Monsoon cycles can be adversely affected by river-linking projects. Here's how
1 min read . Updated: 14 Jun 2022, 04:32 PM IST
- Apart from impacting the monsoon cycle, river-linking projects can harshly affect bio-diversity and the environment
Interlinking of rivers is likely to impact monsoon cycles and the environment adversely in the longer term and pose socio-economic challenges, several experts pointed out while speaking in the context of the Ken and Betwa river linking project in the parched Bundelkhand region.
The Ken-Betwa scheme, the first being implemented under the National River Linking Project (NRLP), seeks to bring nearly 11 lakh hectares of land under irrigation in the parched Bundelkhand region straddling Uttar Pradesh and Madhya Pradesh.
How river linking projects can adversely affect the monsoon cycle?
Speaking on the topic, Manoj Misra, convenor of Yamuna Jiye Abhiyan, told news agency PTI, “When water of a river is diverted and it merges in sea, it takes all its sediments with it to the sea.

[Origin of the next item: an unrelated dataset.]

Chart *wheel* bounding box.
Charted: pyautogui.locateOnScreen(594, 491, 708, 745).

It is a hypothesis that the kind of inter-linking we have planned is that for all we know the monsoonal systems may get impacted."

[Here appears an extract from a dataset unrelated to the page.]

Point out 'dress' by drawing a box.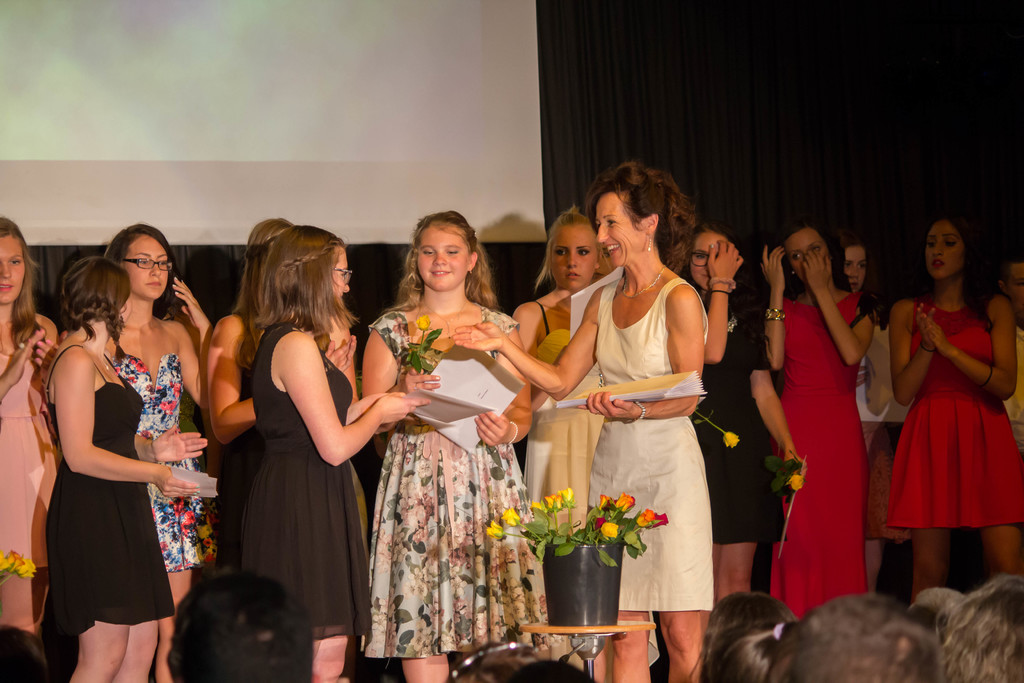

Adding to this, Himanshu Thakkar, working as coordinator of South Asia Network on Dams, Rivers and People (SANDRP), said, “Sea's thermal and salinity gradient are two drivers of monsoon which can get disturbed by river-linking projects."
"By river-linking, you are stopping flow of fresh water to sea and the salinity gradient is also reduced and the silt component which creates the Gangetic plain is also impacted. So that creates a different dynamic and all these are drivers of monsoon. So when you are disturbing these factors driving monsoon you are disrupting the monsoon season," he said.

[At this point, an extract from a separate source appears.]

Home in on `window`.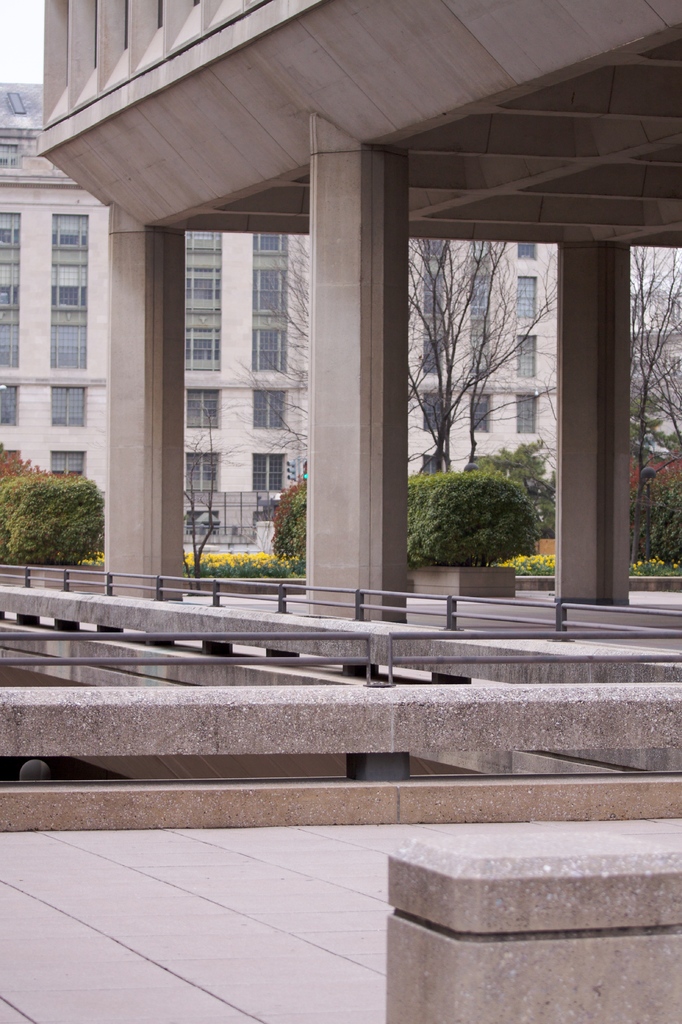
Homed in at [x1=44, y1=266, x2=86, y2=312].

On the impact of the river linking process on the monsoon season, Manshi Asher, a researcher-activist associated with Himachal Pradesh-based Himdhara Collective, said if the hydrological cycle is disrupted then it is a very complex cycles that are being disturbed.
"Also for biodiversity of fish and fauna and from socio-economic point of view there is a lot of impact of river-linking projects and with climatic change rivers and glaciers are undergoing a change so what is the point of putting so much concrete and making a mega structure to further worsen the situation," she added. (Hydrological cycle or water cycle is how water evaporates from the surface of the earth, rises into the atmosphere, cools and condenses into rain or snow in clouds, and falls again to the surface as precipitation.)